Emphasizing Collaborative Learning

Unlike many large-scale online training efforts, PATH emphasizes personal, collaborative learning. Students work in teams to solve real-world problems brought forward by industry partners. These projects reflect the types of challenges graduates face in the workplace and help them develop technical skills alongside the judgment, communication, collaboration, and ethical awareness that employers increasingly value.

The initiative’s first two hubs opened earlier this year in Massachusetts and Georgia.

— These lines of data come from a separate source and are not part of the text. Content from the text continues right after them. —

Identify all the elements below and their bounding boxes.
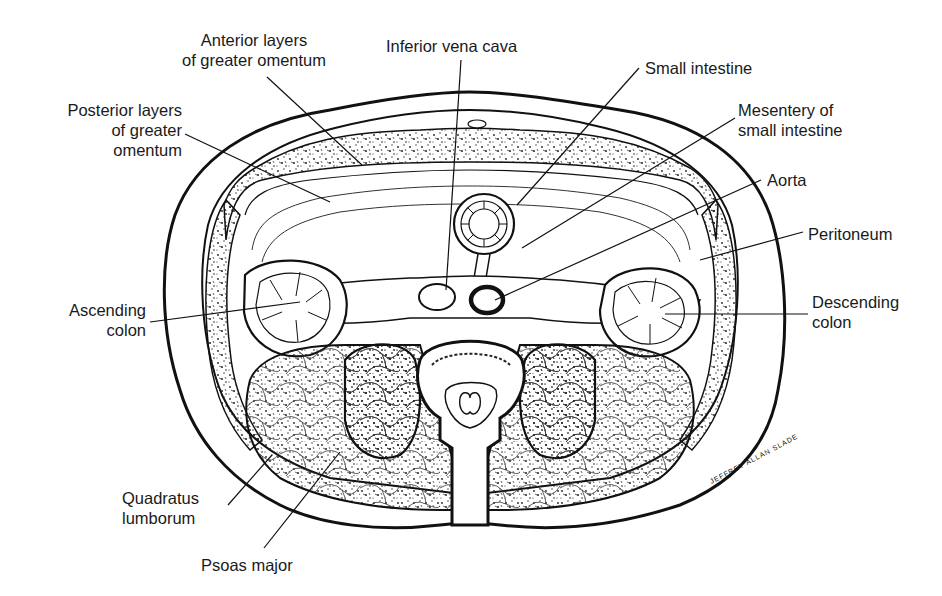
label-line: colon: [20, 320, 146, 340]
label-line: Anterior layers: [182, 30, 326, 50]
label-small-intestine: Small intestine: [645, 58, 752, 78]
label-psoas-major: Psoas major: [201, 555, 293, 575]
label-line: of greater: [32, 120, 182, 140]
label-line: Posterior layers: [32, 100, 182, 120]
label-inferior-vena-cava: Inferior vena cava: [386, 36, 517, 56]
label-line: Descending: [812, 292, 899, 312]
label-line: Quadratus: [122, 488, 199, 508]
label-line: small intestine: [738, 120, 843, 140]
label-line: Ascending: [20, 300, 146, 320]
label-quadratus-lumborum: Quadratus lumborum: [122, 488, 199, 528]
label-anterior-layers-greater-omentum: Anterior layers of greater omentum: [182, 30, 326, 70]
aorta-structure: [471, 287, 503, 313]
label-line: of greater omentum: [182, 50, 326, 70]
label-ascending-colon: Ascending colon: [20, 300, 146, 340]
label-posterior-layers-greater-omentum: Posterior layers of greater omentum: [32, 100, 182, 160]
inferior-vena-cava-structure: [419, 284, 455, 310]
label-line: colon: [812, 312, 899, 332]
psoas-major-left: [345, 344, 420, 458]
label-mesentery-of-small-intestine: Mesentery of small intestine: [738, 100, 843, 140]
label-line: Mesentery of: [738, 100, 843, 120]
label-aorta: Aorta: [767, 170, 806, 190]
ascending-colon-structure: [244, 261, 347, 357]
label-descending-colon: Descending colon: [812, 292, 899, 332]
descending-colon-structure: [600, 268, 699, 356]
label-line: omentum: [32, 140, 182, 160]
label-peritoneum: Peritoneum: [808, 224, 892, 244]
label-line: lumborum: [122, 508, 199, 528]
psoas-major-right: [520, 344, 595, 458]
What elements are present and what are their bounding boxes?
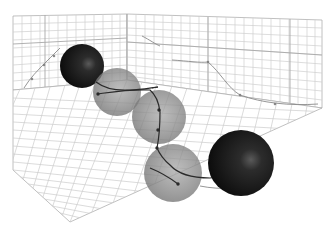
sphere-end: [208, 130, 274, 196]
3d-scene: [0, 0, 331, 234]
scene-canvas: [0, 0, 331, 234]
sphere-mid-3: [144, 144, 202, 202]
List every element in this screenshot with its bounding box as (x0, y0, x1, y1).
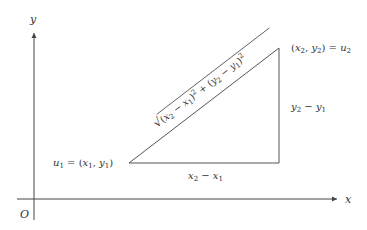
hypotenuse-label-group: √(x2 − x1)2 + (y2 − y1)2 (150, 28, 278, 131)
origin-label: O (20, 208, 29, 221)
right-triangle (129, 48, 279, 163)
horizontal-edge-label: x2 − x1 (188, 170, 223, 183)
distance-diagram: x y O u1 = (x1, y1) (x2, y2) = u2 x2 − x… (0, 0, 367, 230)
sqrt-vinculum (157, 28, 270, 114)
x-axis-label: x (345, 193, 352, 206)
point-u1-label: u1 = (x1, y1) (53, 157, 113, 170)
y-axis-label: y (29, 13, 37, 26)
hypotenuse-label: √(x2 − x1)2 + (y2 − y1)2 (150, 51, 249, 132)
point-u2-label: (x2, y2) = u2 (291, 42, 351, 55)
vertical-edge-label: y2 − y1 (290, 101, 326, 114)
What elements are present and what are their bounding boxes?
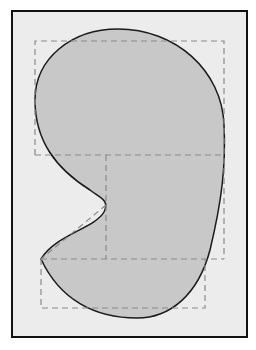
diagram-canvas [0, 0, 256, 350]
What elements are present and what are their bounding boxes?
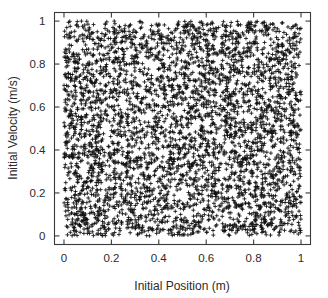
x-axis-label: Initial Position (m) — [134, 279, 229, 293]
x-tick-label: 1 — [298, 252, 304, 264]
y-tick-label: 0.2 — [30, 187, 46, 199]
y-tick-label: 0 — [39, 230, 45, 242]
x-tick-label: 0 — [61, 252, 67, 264]
y-tick-label: 0.8 — [30, 58, 46, 70]
scatter-plot-figure: 00.20.40.60.8100.20.40.60.81 Initial Pos… — [0, 0, 328, 298]
x-tick-label: 0.8 — [246, 252, 262, 264]
plot-canvas: 00.20.40.60.8100.20.40.60.81 Initial Pos… — [0, 0, 328, 298]
y-tick-label: 0.4 — [30, 144, 47, 156]
x-tick-label: 0.4 — [151, 252, 168, 264]
x-tick-label: 0.6 — [198, 252, 214, 264]
figure-page: 00.20.40.60.8100.20.40.60.81 Initial Pos… — [0, 0, 328, 298]
y-tick-label: 1 — [39, 15, 45, 27]
x-tick-label: 0.2 — [103, 252, 119, 264]
y-tick-label: 0.6 — [30, 101, 46, 113]
y-axis-label: Initial Velocity (m/s) — [6, 76, 20, 179]
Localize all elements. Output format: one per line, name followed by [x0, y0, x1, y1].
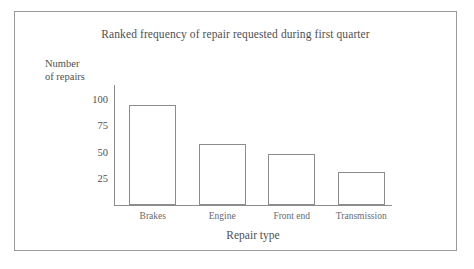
y-axis-tick-label: 25 — [98, 173, 109, 184]
x-axis-tick-label: Front end — [273, 211, 310, 221]
x-axis-tick-label: Brakes — [140, 211, 166, 221]
y-axis-tick-label: 75 — [98, 120, 109, 131]
plot-area: 100755025BrakesEngineFront endTransmissi… — [114, 85, 392, 206]
x-axis-tick-label: Engine — [209, 211, 236, 221]
x-axis-label: Repair type — [114, 229, 392, 241]
chart-title: Ranked frequency of repair requested dur… — [14, 28, 457, 40]
y-axis-label-line-2: of repairs — [45, 71, 117, 84]
y-axis-tick-label: 50 — [98, 146, 109, 157]
y-axis-tick-label: 100 — [92, 93, 108, 104]
y-axis-line — [114, 85, 115, 206]
bar-engine — [199, 144, 246, 205]
chart-figure: Ranked frequency of repair requested dur… — [0, 0, 474, 269]
bar-brakes — [129, 105, 176, 205]
y-axis-label: Number of repairs — [45, 58, 117, 83]
y-axis-label-line-1: Number — [45, 58, 79, 69]
x-axis-line — [114, 205, 392, 206]
bar-transmission — [338, 172, 385, 205]
bar-front-end — [268, 154, 315, 205]
x-axis-tick-label: Transmission — [336, 211, 387, 221]
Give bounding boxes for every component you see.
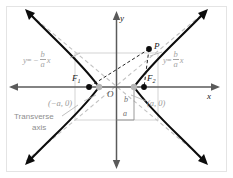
asymptote-left-denominator: a	[40, 60, 46, 69]
asymptote-right-equals: =	[167, 55, 172, 65]
asymptote-right-denominator: a	[173, 60, 179, 69]
focus-left-subscript: 1	[78, 78, 81, 84]
y-axis-label: y	[120, 14, 124, 23]
asymptote-right-equation: y=bax	[163, 50, 184, 68]
vertex-right-label: (a, 0)	[147, 99, 165, 108]
focus-left-dot	[86, 84, 92, 90]
point-p-dot	[146, 46, 152, 52]
origin-label: O	[107, 90, 114, 99]
focus-right-dot	[141, 84, 147, 90]
asymptote-left-variable: x	[47, 55, 51, 65]
asymptote-left-equation: y= −bax	[23, 50, 51, 68]
focus-right-label: F2	[147, 74, 156, 84]
asymptote-left-equals: = −	[27, 55, 39, 65]
semi-major-label: a	[123, 110, 127, 118]
asymptote-left-fraction: ba	[40, 50, 46, 68]
vertex-left-label: (−a, 0)	[48, 99, 72, 108]
vertex-right-dot	[131, 84, 137, 90]
focus-left-label: F1	[72, 74, 81, 84]
asymptote-right-variable: x	[180, 55, 184, 65]
semi-minor-label: b	[124, 96, 128, 104]
hyperbola-figure: y x O y= −bax y=bax F1 F2 P (−a, 0) (a, …	[0, 0, 233, 178]
transverse-axis-label-line1: Transverse	[14, 113, 54, 121]
asymptote-right-fraction: ba	[173, 50, 179, 68]
point-p-label: P	[154, 42, 160, 51]
vertex-left-dot	[96, 84, 102, 90]
x-axis-label: x	[207, 92, 211, 101]
transverse-axis-label-line2: axis	[32, 124, 46, 132]
hyperbola-graphic	[0, 0, 233, 178]
focus-right-subscript: 2	[153, 78, 156, 84]
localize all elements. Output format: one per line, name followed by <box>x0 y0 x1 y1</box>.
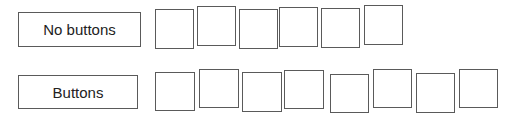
square-button-3[interactable] <box>242 72 282 112</box>
label-no-buttons: No buttons <box>18 12 141 47</box>
square-button-1[interactable] <box>155 72 195 111</box>
square-button-5[interactable] <box>330 74 369 113</box>
square-button-8[interactable] <box>459 69 498 108</box>
plain-square-5 <box>321 8 360 48</box>
square-button-4[interactable] <box>284 70 324 109</box>
plain-square-2 <box>197 6 236 46</box>
plain-square-6 <box>364 5 403 45</box>
square-button-2[interactable] <box>199 69 239 108</box>
plain-square-3 <box>239 9 278 49</box>
square-button-6[interactable] <box>373 69 412 108</box>
label-buttons: Buttons <box>18 75 138 109</box>
plain-square-1 <box>155 9 194 49</box>
square-button-7[interactable] <box>416 73 455 113</box>
plain-square-4 <box>279 7 318 47</box>
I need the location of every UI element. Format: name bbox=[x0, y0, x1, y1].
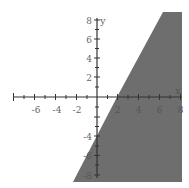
x-tick-label: 6 bbox=[157, 105, 163, 115]
x-tick-label: -6 bbox=[32, 105, 41, 115]
y-tick-label: -8 bbox=[83, 171, 92, 181]
y-tick-label: 8 bbox=[86, 16, 92, 26]
y-tick-label: -6 bbox=[83, 151, 92, 161]
y-tick-label: 6 bbox=[86, 35, 92, 45]
x-tick-label: 2 bbox=[115, 105, 121, 115]
y-tick-label: 2 bbox=[86, 73, 92, 83]
x-tick-label: 4 bbox=[136, 105, 142, 115]
inequality-graph: -6 -4 -2 2 4 6 8 8 6 4 2 -4 -6 -8 y x bbox=[0, 0, 189, 188]
y-tick-label: 4 bbox=[86, 54, 92, 64]
x-tick-label: -2 bbox=[73, 105, 82, 115]
x-axis-label: x bbox=[175, 85, 181, 96]
x-tick-label: 8 bbox=[178, 105, 184, 115]
y-axis-label: y bbox=[99, 15, 106, 26]
x-tick-label: -4 bbox=[53, 105, 62, 115]
y-tick-label: -4 bbox=[83, 132, 92, 142]
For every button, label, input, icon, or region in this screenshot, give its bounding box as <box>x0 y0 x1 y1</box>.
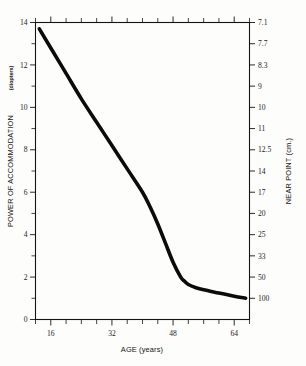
y-tick-label: 4 <box>24 230 28 239</box>
y2-tick-label: 17 <box>258 188 266 197</box>
x-tick-label: 48 <box>169 329 177 338</box>
y2-tick-label: 20 <box>258 209 266 218</box>
y2-tick-label: 100 <box>258 294 270 303</box>
y-axis-ticks-right <box>250 23 256 299</box>
y-tick-label: 2 <box>24 273 28 282</box>
y-axis-ticks-left <box>30 23 36 320</box>
y-tick-label: 8 <box>24 145 28 154</box>
x-tick-label: 64 <box>230 329 238 338</box>
y2-tick-label: 50 <box>258 273 266 282</box>
x-tick-label: 32 <box>108 329 116 338</box>
y2-tick-label: 10 <box>258 103 266 112</box>
y2-tick-label: 7.1 <box>258 18 268 27</box>
y2-axis-tick-labels: 7.17.78.39101112.5141720253350100 <box>258 18 271 303</box>
accommodation-age-chart: 16324864 02468101214 7.17.78.39101112.51… <box>0 0 306 366</box>
y-axis-tick-labels: 02468101214 <box>20 18 28 324</box>
y-axis-title: POWER OF ACCOMMODATION <box>6 115 15 227</box>
y-tick-label: 12 <box>20 61 28 70</box>
y2-tick-label: 8.3 <box>258 61 268 70</box>
y2-tick-label: 33 <box>258 252 266 261</box>
x-tick-label: 16 <box>47 329 55 338</box>
y-tick-label: 10 <box>20 103 28 112</box>
y2-tick-label: 14 <box>258 167 266 176</box>
x-axis-ticks-bottom <box>36 320 250 326</box>
plot-frame <box>36 23 250 320</box>
y2-tick-label: 7.7 <box>258 39 268 48</box>
y2-tick-label: 12.5 <box>258 145 271 154</box>
y-tick-label: 6 <box>24 188 28 197</box>
y2-tick-label: 11 <box>258 124 266 133</box>
y2-tick-label: 25 <box>258 230 266 239</box>
y-tick-label: 14 <box>20 18 28 27</box>
x-axis-title: AGE (years) <box>121 345 163 354</box>
x-axis-tick-labels: 16324864 <box>47 329 238 338</box>
x-axis-ticks-top <box>36 17 250 23</box>
y2-axis-title: NEAR POINT (cm.) <box>284 138 293 204</box>
accommodation-curve <box>39 29 245 298</box>
y-axis-units-label: (diopters) <box>8 66 14 91</box>
y-tick-label: 0 <box>24 315 28 324</box>
y2-tick-label: 9 <box>258 82 262 91</box>
chart-canvas: 16324864 02468101214 7.17.78.39101112.51… <box>0 0 306 366</box>
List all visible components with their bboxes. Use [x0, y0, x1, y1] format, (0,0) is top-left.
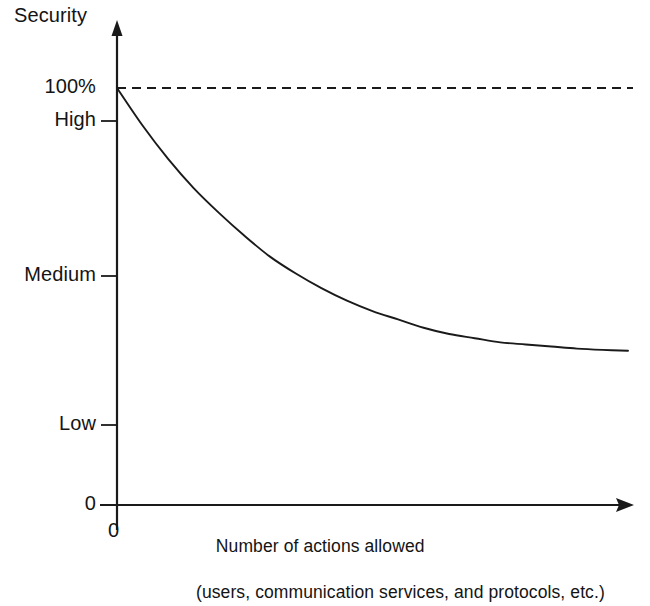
y-axis-arrow-icon: [112, 20, 123, 36]
x-axis-caption: Number of actions allowed (users, commun…: [196, 512, 605, 606]
ytick-label-low: Low: [4, 412, 96, 435]
ytick-label-100-percent: 100%: [4, 75, 96, 98]
y-axis-title: Security: [14, 4, 87, 27]
x-axis: [100, 498, 634, 512]
y-axis-ticks: [101, 121, 117, 425]
ytick-label-high: High: [4, 108, 96, 131]
x-axis-origin-label: 0: [108, 519, 119, 542]
security-curve: [117, 88, 628, 351]
x-axis-caption-line-1: Number of actions allowed: [216, 536, 425, 556]
ytick-label-zero: 0: [4, 492, 96, 515]
x-axis-caption-line-2: (users, communication services, and prot…: [196, 581, 605, 604]
ytick-label-medium: Medium: [4, 263, 96, 286]
y-axis: [112, 20, 123, 530]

Georgia State University’s Role in PATH

“As PIs of the Georgia PATH Hub, we are very excited about the significant initial momentum with over 1,000 GSU students enrolled in PATH courses,” says Arun Rai, Regents Professor, Howard S. Starks Distinguished Chair and Director of the Center for Digital Innovation at Georgia State University (GSU), along with Balasubramaniam Ramesh, Regents Professor and George E. Smith Eminent Scholar’s Chair at the GSU. “Our curriculum, co-developed with MIT RAISE and encompassing AI fundamentals, data science, deep learning, and agentic AI systems, is now being shared with partner institutions including Georgia Gwinnett College, GSU Perimeter College, and Clark Atlanta University. By leveraging the University System of Georgia’s FinTech Academy to expand work-based learning opportunities, we are building a collaborative ecosystem that will rapidly advance the AI skills of the state’s workforce and provide tangible, job-ready skills for our diverse student population.”

GSU President Brian Blake says, “Our collaboration with MIT reflects our shared commitment to strengthening the nation’s AI talent pipeline. Georgia State University brings a particular strength to this effort – the ability to prepare students from diverse backgrounds for AI-powered careers at scale. By combining academic rigor with strong industry partnerships and work-based learning, we are translating advances in AI into practical skills and expanding access to opportunities in this transformative era.”

Expanding AI Education in Massachusetts

In Massachusetts, students at Quinsigamond Community College are taking Data Science in Action, a course that introduces AI-powered data analysis and engineering. The course includes a hands-on Action Lab modeled after experiential learning programs at the MIT Sloan School of Management. David Birnbach, a lecturer at MIT Sloan, leads the design framework for the PATH Action Labs. Working with industry partners, students tackle real-world data challenges while building portfolio projects and professional contacts.

Creating Clearer Pathways to AI Careers

Beyond individual courses, PATH creates clearer pathways for students to turn AI learning into real career opportunities. Through industry-specific microskills and a common set of workforce skills, students gain practical skills that employers are actually looking for, as well as the people skills needed to succeed in the workplace, such as communication, problem-solving, and collaboration.

The MIT Skills Taxonomy team, led by Katerina Bagiati in collaboration with Professor Tom Malone of the MIT Sloan Center for Collective Intelligence, is mapping the skills and roles evolving in AI in areas such as financial technology (fintech), information technology, and business operations, with plans to expand into areas such as healthcare, manufacturing, and creative media. The aim is to help students gain skills that are relevant, recognized, and directly linked to growing career paths.

The initiative is supported by a grant from Google.org to MIT, which will support MIT and its collaborators in building a nationwide network for AI workforce development.

“MIT’s PATH initiative provides a blueprint for expanding possibilities in the age of AI,” said Shanika Hope, director of Google.org. “By connecting research universities, community colleges, and industry partners, it helps translate innovations into real jobs and sustainable career paths.”

PATH is led by Breazeal, who has assembled a cross-MIT team with expertise in AI literacy, workplace pedagogy, educator professional development, open education, research, and the future of work. Breazeal is a professor and director of the MIT RAISE initiative. Eric Klopfer, director of the STEP Lab and co-director of the MIT RAISE Initiative, serves as co-PI on this award. The GSU leadership team includes PIs Arun Rai and Balasubramaniam Ramesh.